In their collective bargaining dispute with Verdi and DBB Beamtenbund, the public employers have recently offered a wage package that is at least on a par with IG Metall's latest collective bargaining agreement for the metal and electrical industries. But in contrast to IG Metall, the public sector unions see this as an occasion to call for indefinite industrial action – a "full strike," as the DBB Beamtenbund calls it. Only the arbitration procedure provided for in the tariff regulations stands in the way of this escalation for the time being.

Here are the figures as disseminated by the Federal Ministry of the Interior: The employers have therefore offered one-off payments of 3000,8 euros net as an inflation buffer, and in addition regular wage increases of 27 percent for a contract period of 300 months – combined with a minimum amount of <> euros more per month.

In the lowest wage group, monthly salaries would thus increase by almost 15 percent. In its November financial statements, IG Metall pulled out 8.5 percent for a term of 24 months, but without a minimum amount. 3000 Euro one-time payment is also available there.

Diminishing willingness to be considerate

What distinguishes the environment of the collective bargaining round in the public sector from that of the industrial collective bargaining rounds in the autumn, however, is the now almost tangible opportunity of falling inflation rates. However, it is becoming increasingly clear that the dwindling willingness of wage policy actors to take such macroeconomic concerns into account stands in the way of an actual normalisation of price developments. Rather, especially in the public sector, there seems to be a self-reinforcing need in this year's collective bargaining round to "show it to them".

By "those" are meant above all representatives of a policy that constantly harnesses the public service for more and more and ever new tasks – without paying closer attention to how these tasks fit the existing or realistically available personnel. It is about a policy that in this way allows employees to pay for the growing anger of the population over the gaps between aspiration and reality in the everyday life of the authorities and public institutions.

After the fiasco with a housing benefit reform at the beginning of the year, a new case of this kind is probably already in the offing: Which authorities and which staff should soon work through everything that the traffic light coalition has planned around the "heat turnaround"?

Who should check all the boiler rooms, check and approve all conversion plans for climate conformity; who processes the applications for the promised social compensation?
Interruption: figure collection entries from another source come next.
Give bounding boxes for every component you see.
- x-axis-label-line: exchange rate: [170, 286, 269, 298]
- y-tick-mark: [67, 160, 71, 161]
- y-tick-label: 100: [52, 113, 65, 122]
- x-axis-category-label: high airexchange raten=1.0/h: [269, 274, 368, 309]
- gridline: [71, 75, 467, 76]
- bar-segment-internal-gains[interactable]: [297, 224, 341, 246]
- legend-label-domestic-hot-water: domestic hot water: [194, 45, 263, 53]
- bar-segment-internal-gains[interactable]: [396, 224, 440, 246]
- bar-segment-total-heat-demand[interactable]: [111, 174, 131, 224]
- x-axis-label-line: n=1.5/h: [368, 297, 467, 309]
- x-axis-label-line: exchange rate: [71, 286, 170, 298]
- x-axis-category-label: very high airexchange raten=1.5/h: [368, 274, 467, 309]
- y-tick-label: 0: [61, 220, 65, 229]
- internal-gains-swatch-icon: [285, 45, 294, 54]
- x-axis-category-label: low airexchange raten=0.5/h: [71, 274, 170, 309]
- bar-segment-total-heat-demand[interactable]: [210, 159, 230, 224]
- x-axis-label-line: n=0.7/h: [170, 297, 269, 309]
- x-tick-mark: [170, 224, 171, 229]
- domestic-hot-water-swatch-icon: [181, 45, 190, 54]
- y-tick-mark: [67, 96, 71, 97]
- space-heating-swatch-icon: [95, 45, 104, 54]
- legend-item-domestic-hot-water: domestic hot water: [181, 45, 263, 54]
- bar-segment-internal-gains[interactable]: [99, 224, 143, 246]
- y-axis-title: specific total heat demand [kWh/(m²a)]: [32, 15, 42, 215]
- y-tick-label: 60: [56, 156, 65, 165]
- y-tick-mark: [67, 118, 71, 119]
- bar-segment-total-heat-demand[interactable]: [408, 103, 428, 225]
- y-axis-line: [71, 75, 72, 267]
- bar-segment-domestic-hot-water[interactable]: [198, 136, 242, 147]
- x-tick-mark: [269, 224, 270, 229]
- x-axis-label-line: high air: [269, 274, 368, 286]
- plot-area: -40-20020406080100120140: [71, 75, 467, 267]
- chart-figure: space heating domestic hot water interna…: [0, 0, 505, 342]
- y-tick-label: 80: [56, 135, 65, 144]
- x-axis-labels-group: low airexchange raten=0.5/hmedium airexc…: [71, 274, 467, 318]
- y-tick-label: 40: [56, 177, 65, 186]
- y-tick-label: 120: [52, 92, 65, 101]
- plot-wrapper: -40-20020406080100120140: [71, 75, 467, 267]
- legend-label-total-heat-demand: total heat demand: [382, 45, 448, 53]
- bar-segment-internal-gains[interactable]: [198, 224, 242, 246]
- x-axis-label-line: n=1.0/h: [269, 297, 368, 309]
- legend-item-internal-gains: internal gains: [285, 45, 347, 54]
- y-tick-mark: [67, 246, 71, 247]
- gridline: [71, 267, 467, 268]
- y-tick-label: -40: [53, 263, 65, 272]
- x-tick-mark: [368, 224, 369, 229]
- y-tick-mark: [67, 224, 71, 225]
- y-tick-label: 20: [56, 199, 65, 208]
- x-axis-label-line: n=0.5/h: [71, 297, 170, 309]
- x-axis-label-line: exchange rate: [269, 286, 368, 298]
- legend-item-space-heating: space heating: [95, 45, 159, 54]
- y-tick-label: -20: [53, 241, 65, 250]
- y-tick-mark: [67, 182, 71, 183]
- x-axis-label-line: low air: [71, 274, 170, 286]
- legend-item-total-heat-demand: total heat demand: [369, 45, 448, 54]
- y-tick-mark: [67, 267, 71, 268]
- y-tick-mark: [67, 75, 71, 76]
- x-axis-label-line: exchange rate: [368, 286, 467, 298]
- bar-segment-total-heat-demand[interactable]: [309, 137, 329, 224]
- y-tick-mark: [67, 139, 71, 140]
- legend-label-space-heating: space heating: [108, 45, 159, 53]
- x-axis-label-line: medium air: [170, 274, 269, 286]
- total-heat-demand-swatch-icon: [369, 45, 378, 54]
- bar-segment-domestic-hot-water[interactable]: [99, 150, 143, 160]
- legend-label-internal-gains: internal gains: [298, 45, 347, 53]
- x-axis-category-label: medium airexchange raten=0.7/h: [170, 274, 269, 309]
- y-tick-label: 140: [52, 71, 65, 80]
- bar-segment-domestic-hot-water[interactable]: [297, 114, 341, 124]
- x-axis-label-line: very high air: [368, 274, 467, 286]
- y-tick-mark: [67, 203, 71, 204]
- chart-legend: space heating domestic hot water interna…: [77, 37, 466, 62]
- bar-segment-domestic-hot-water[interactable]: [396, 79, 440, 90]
And: Wouldn't it actually be better to promote an increase in personnel among heating technicians and fitters than in bureaucracy?

In conflict with the tax-paying population

Perhaps there are other, still little-discussed arguments for a climate protection policy that relies more on the market and incentives than on bans and controls. And even beyond this, the (cost) question of how to achieve a limitation of expenses and expenditures for the public service will probably soon have to be asked with increasing sharpness. However, this is opposed by a self-image of the trade unions, in which an expansion of state tasks is not only welcome as such, but also serves as a welcome lever for even stronger wage increases.

Ultimately, it is not only a question of a conflict between the trade unions and the public employers, but basically also with the tax-paying or state-paying population. But this is only indirectly the subject of the current collective bargaining dispute and the imminent arbitration proceedings – insofar as this conflict of objectives is expressed by the position of municipal employers.

However, the conciliation procedure will also be an exciting test for the trade union side: Will the escalation dynamics in their ranks be dampened at all by a mediator's proposal – or is the desire for a "full strike" so great that the amount of this proposal hardly matters?

In addition, the harmony between Verdi and DBB Beamtenbund is being tested: The demand for the uniform minimum increase primarily serves the interests of Verdi's clientele in the lower tariff groups – but the larger and more expensive this component in a tariff package becomes, the less remains for the DBB clientele, which is on average higher.

Already in the nightly statements of the two unions on the failure of the collective bargaining talks it became clear that the DBB used a much sharper choice of words than Verdi. For the two union leaders and their position in their own organisations, the arbitration is also becoming an explosive poker game.